A
quarter of the world's population relies on unsafe drinking
water while half lacks basic sanitation, the U.N. said.
Meanwhile, nearly three quarters of recent disasters have been
related to water.
"We are draining humanity's lifeblood through vampiric
overconsumption and unsustainable use, and evaporating it
through global heating," said U.N. Secretary General Antonio
Guterres.
Ensuring access to clean drinking water and sanitation is part
of the 17-point to-do list the U.N. has set for sustainable
development, alongside ending hunger and poverty, achieving
gender equality, and taking action on climate change.
The three-day conference beginning on Wednesday in New York is
not intended to produce the kind of binding accord that emerged
from climate meetings in Paris in 2015, or a framework like the
one set for nature protection in Montreal in 2022.
Instead, the aim is for a "Water Action Agenda" that will
contain voluntary commitments and create "political momentum".
The United States said it would invest $49 billion in water and
sanitation at home and around the world.
U.S. Ambassador to the U.N. Linda Thomas-Greenfield said this
money would "help create jobs, prevent conflicts, safeguard
public health, reduce the risk of famine and hunger, and enable
us to respond to climate change and natural disasters". She gave
no timeline for the investments or details on how much money
would be spent where.
Hundreds of action plans were sent to the U.N. before the
conference started, but the World Resources Institute research
group said that while "some commitments offer inspiration, more
of them miss the mark", variously lacking funding or performance
targets, or neglecting to address climate change.
WRI singled out two projects for praise: one to spend $21.2
million through 2029 on "climate-smart" agriculture and wetland
restoration in the desertifying Niger River basin, and another
from 1,729 companies that calculate they can make water-related
investments worth $436 billion.
Scientists, economists and policy experts grouped together by
the government of the Netherlands in the Global Commission on
the Economics of Water recommended phasing out some $700 billion
in agricultural and water subsidies, and facilitating
partnerships between development finance institutions and
private investors to improve water systems.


**REQUIRED WORK:** What you return must be exactly the lines from the one containing "What elements are" through the close of the listing, both included.

**RAW DATA:**
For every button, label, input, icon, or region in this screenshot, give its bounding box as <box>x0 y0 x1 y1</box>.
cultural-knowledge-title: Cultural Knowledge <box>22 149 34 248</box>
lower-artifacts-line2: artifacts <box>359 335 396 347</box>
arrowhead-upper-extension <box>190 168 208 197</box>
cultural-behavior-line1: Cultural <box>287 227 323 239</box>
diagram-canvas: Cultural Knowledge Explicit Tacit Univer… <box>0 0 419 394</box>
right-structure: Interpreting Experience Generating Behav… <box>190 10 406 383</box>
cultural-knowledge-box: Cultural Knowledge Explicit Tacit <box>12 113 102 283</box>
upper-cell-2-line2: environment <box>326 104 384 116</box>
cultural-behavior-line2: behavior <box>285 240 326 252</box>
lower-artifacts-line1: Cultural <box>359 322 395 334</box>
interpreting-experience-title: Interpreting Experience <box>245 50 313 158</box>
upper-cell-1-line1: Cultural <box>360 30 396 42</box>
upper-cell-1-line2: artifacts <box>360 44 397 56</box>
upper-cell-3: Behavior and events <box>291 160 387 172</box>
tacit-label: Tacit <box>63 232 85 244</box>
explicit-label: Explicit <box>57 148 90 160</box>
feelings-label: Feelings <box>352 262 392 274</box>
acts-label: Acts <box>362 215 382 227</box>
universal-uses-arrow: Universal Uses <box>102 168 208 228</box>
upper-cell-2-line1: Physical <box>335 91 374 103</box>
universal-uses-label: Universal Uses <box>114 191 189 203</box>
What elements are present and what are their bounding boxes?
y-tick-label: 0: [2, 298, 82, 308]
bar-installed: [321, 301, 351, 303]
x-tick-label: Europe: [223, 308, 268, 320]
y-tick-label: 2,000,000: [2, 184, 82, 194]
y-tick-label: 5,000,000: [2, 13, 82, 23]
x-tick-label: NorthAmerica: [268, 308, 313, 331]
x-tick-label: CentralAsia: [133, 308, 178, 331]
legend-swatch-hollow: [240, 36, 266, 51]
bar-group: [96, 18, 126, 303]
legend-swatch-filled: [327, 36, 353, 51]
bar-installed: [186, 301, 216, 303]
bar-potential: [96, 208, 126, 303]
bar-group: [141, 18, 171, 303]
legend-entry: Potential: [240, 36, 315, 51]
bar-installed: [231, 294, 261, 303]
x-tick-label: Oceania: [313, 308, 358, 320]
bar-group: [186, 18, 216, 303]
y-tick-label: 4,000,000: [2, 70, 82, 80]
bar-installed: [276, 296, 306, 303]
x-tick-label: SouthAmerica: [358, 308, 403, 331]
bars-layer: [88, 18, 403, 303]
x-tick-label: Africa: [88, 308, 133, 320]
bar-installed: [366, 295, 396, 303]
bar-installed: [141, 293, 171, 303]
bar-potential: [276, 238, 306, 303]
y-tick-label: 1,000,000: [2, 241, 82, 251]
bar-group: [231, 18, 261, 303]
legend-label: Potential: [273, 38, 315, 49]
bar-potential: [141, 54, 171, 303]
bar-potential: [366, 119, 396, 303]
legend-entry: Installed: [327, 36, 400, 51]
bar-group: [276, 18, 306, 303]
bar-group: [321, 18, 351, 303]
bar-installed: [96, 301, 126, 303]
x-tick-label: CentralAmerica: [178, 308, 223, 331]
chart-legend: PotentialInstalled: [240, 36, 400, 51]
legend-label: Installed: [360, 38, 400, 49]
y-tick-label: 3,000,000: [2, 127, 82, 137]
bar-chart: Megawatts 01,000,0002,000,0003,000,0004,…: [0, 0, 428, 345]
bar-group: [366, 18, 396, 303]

**ANSWER SECTION:**
What elements are present and what are their bounding boxes?
y-tick-label: 0: [2, 298, 82, 308]
bar-installed: [321, 301, 351, 303]
x-tick-label: Europe: [223, 308, 268, 320]
y-tick-label: 2,000,000: [2, 184, 82, 194]
y-tick-label: 5,000,000: [2, 13, 82, 23]
x-tick-label: NorthAmerica: [268, 308, 313, 331]
x-tick-label: CentralAsia: [133, 308, 178, 331]
legend-swatch-hollow: [240, 36, 266, 51]
bar-group: [96, 18, 126, 303]
legend-swatch-filled: [327, 36, 353, 51]
bar-installed: [186, 301, 216, 303]
bar-potential: [96, 208, 126, 303]
bar-group: [141, 18, 171, 303]
legend-entry: Potential: [240, 36, 315, 51]
bar-installed: [231, 294, 261, 303]
x-tick-label: Oceania: [313, 308, 358, 320]
bar-group: [186, 18, 216, 303]
y-tick-label: 4,000,000: [2, 70, 82, 80]
bar-installed: [276, 296, 306, 303]
x-tick-label: SouthAmerica: [358, 308, 403, 331]
bars-layer: [88, 18, 403, 303]
x-tick-label: Africa: [88, 308, 133, 320]
bar-installed: [366, 295, 396, 303]
bar-installed: [141, 293, 171, 303]
bar-potential: [276, 238, 306, 303]
y-tick-label: 1,000,000: [2, 241, 82, 251]
bar-group: [231, 18, 261, 303]
legend-label: Potential: [273, 38, 315, 49]
bar-potential: [141, 54, 171, 303]
bar-potential: [366, 119, 396, 303]
legend-entry: Installed: [327, 36, 400, 51]
bar-group: [276, 18, 306, 303]
bar-group: [321, 18, 351, 303]
bar-installed: [96, 301, 126, 303]
x-tick-label: CentralAmerica: [178, 308, 223, 331]
chart-legend: PotentialInstalled: [240, 36, 400, 51]
legend-label: Installed: [360, 38, 400, 49]
y-tick-label: 3,000,000: [2, 127, 82, 137]
bar-chart: Megawatts 01,000,0002,000,0003,000,0004,…: [0, 0, 428, 345]
bar-group: [366, 18, 396, 303]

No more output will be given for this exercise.